In fact, both media and the human rights industry have been leading a campaign to legitimize the new coup administration of Jeanine Añez and whitewash her crackdown on independent media. Taking their line from the Trump administration, corporate media refused to call the events in Bolivia a coup, preferring instead to frame it as Morales “resigning.” The New York Times welcomed the end of the “increasingly autocratic” Morales and expressed its relief that the country was in the hands of more “responsible” leaders. Meanwhile, the Wall Street Journal’s headline read “a democratic breakout in Bolivia.”

Human Rights Watch, too, has been key in pushing through the U.S.-backed overthrow of a democratically elected head of state and whitewashing the violence that still engulfs Bolivia. Its director Ken Roth claimed that the coup was an “uprising” aimed at “defending democracy” from a “strongman” while the organization described Añez’s law giving Bolivia’s notorious police and armed forces complete immunity from all crimes while they massacred protestors as merely a “problematic decree.”

In fact, the only English language source that has reported on Moro’s death is the Orinoco Tribune, a tiny Venezuelan website with a staff of two people, according to its website. The Tribune translated an Argentinian article and published it on its website. MintPress News reached out to the Tribune for comment on the story. The editor replied that Moro’s case, as well as the total media silence over it, highlighted the need to create and encourage new grassroots media outlets. It also noted that after the coup against Honduran President Manuel Zelaya in 2009:

One [of the] very first gestures the U.S. coup against Zelaya made in Honduras was to shut down community radio and snatch journalists. Tortured reporters were then tossed out on the highway as a warning for others. The lucky ones lived. The coup in Bolivia seems to be on the same learning curve.”

As MintPress has reported, there has been a coordinated assault on independent media in Bolivia.
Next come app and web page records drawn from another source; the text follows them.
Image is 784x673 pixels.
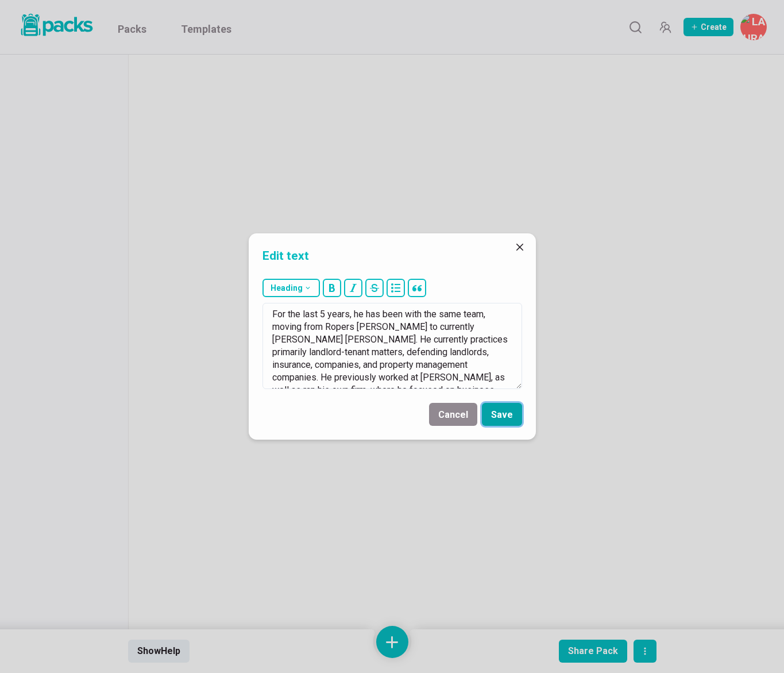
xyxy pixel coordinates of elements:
[482,403,522,426] button: Save
[429,403,477,426] button: Cancel
[249,233,536,274] header: Edit text
[323,279,341,297] button: bold
[365,279,383,297] button: strikethrough
[262,279,320,297] button: Heading
[511,237,529,257] button: Close
[387,279,405,297] button: bullet
[262,303,522,389] textarea: For the last 5 years, he has been with the same team, moving from Ropers [PERSON_NAME] to current...
[407,279,427,297] button: block quote
[344,279,362,297] button: italic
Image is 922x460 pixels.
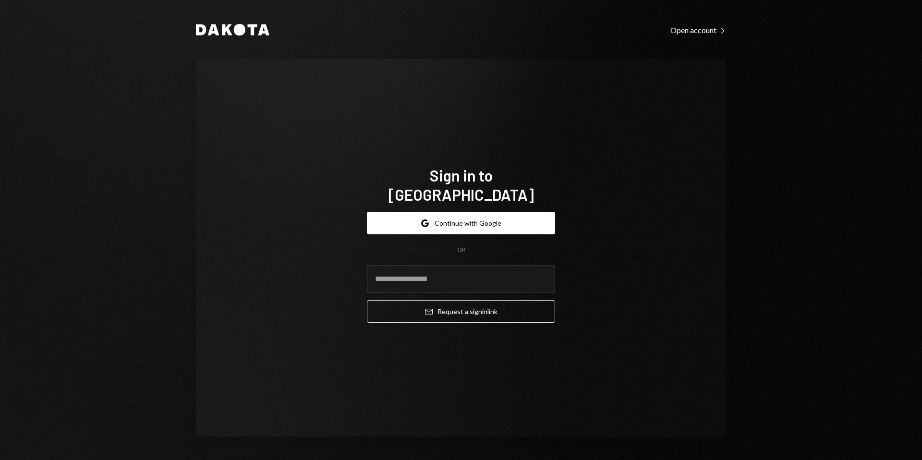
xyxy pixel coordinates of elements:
div: OR [457,246,465,254]
h1: Sign in to [GEOGRAPHIC_DATA] [367,166,555,204]
button: Request a signinlink [367,300,555,323]
a: Open account [670,24,726,35]
div: Open account [670,25,726,35]
button: Continue with Google [367,212,555,234]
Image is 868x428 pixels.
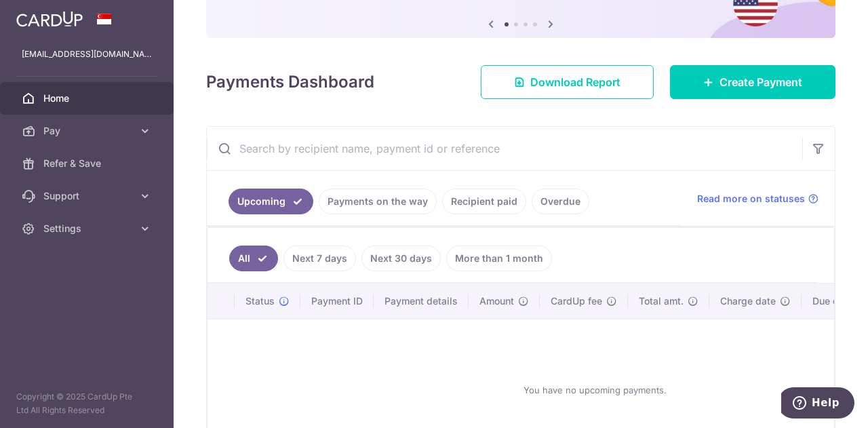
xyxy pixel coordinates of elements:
[530,74,621,90] span: Download Report
[44,92,133,105] span: Home
[361,245,441,271] a: Next 30 days
[697,192,819,205] a: Read more on statuses
[229,245,279,271] a: All
[207,127,802,170] input: Search by recipient name, payment id or reference
[551,294,602,308] span: CardUp fee
[447,245,552,271] a: More than 1 month
[44,189,133,202] span: Support
[697,192,805,205] span: Read more on statuses
[812,294,853,308] span: Due date
[639,294,683,308] span: Total amt.
[480,294,514,308] span: Amount
[318,188,437,214] a: Payments on the way
[374,283,469,318] th: Payment details
[17,11,83,27] img: CardUp
[442,188,526,214] a: Recipient paid
[44,157,133,170] span: Refer & Save
[228,188,314,214] a: Upcoming
[301,283,374,318] th: Payment ID
[283,245,356,271] a: Next 7 days
[245,294,275,308] span: Status
[21,47,152,61] p: [EMAIL_ADDRESS][DOMAIN_NAME]
[206,70,374,95] h4: Payments Dashboard
[532,188,589,214] a: Overdue
[44,222,133,236] span: Settings
[44,124,133,137] span: Pay
[670,65,836,99] a: Create Payment
[782,387,855,422] iframe: Opens a widget where you can find more information
[481,65,654,99] a: Download Report
[720,294,776,308] span: Charge date
[719,74,802,90] span: Create Payment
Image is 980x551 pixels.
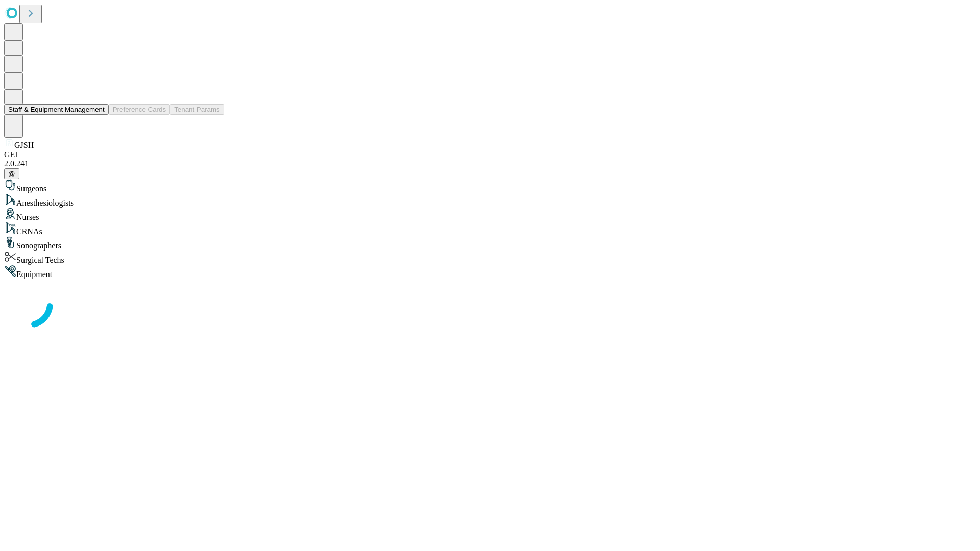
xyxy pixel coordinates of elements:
[4,265,976,279] div: Equipment
[4,237,976,251] div: Sonographers
[4,251,976,265] div: Surgical Techs
[8,170,16,177] span: @
[4,222,976,237] div: CRNAs
[4,208,976,222] div: Nurses
[4,179,976,194] div: Surgeons
[109,104,170,115] button: Preference Cards
[4,160,976,168] div: 2.0.241
[4,104,109,115] button: Staff & Equipment Management
[14,141,33,149] span: GJSH
[4,150,976,160] div: GEI
[4,168,19,179] button: @
[4,194,976,208] div: Anesthesiologists
[170,104,224,115] button: Tenant Params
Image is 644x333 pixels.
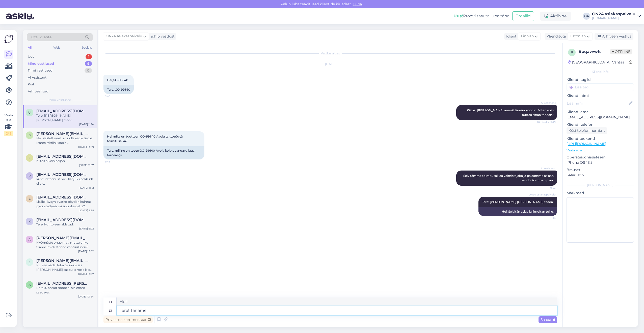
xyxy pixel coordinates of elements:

New Communications Minister Roxana Lizarraga announced that this was part of the “dismantling of the propaganda apparatus of the dictatorial regime of Evo Morales,” claiming that Morales’ “militants who misused the state media system” are being “withdrawn.” Outlets like TeleSUR and RT en Español have been shut down and reporters have been shot. Lizarraga also declared that she would persecute any journalists involved in what she called “sedition,” noting that she already had a list of “troublesome” individuals and outlets.

Human rights groups have also been subject to oppression. New Interior Minister Arturo Murillo directly threatened a newly arrived human rights delegation from Argentina. “We recommend these foreigners who are arriving…to be careful,” he said, “We are looking at you. We are following you,” warning them that there will be “zero tolerance.” He added that “At the first false move that they make, trying to commit terrorism and sedition, they will have to deal with the police.” Fourteen members of the group were subsequently arrested, to silence in the press.

The largest NGOs exist primarily to protect and advance power under the guise of standing up for human rights. Human Rights Watch started as an anti-Soviet Cold War propaganda machine, Amnesty International’s co-founder was an FBI asset involved in the murder of Black Panther leaders like Fred Hampton. This explains their disinterest in Moro’s murder amid the wider crescendo of violence in Bolivia. Those that stand up to power are rarely remembered fondly in corporate media.

Alan MacLeod is a MintPress Staff Writer as well as an academic and writer for Fairness and Accuracy in Reporting. His book, Bad News From Venezuela: Twenty Years of Fake News and Misreporting was published in April.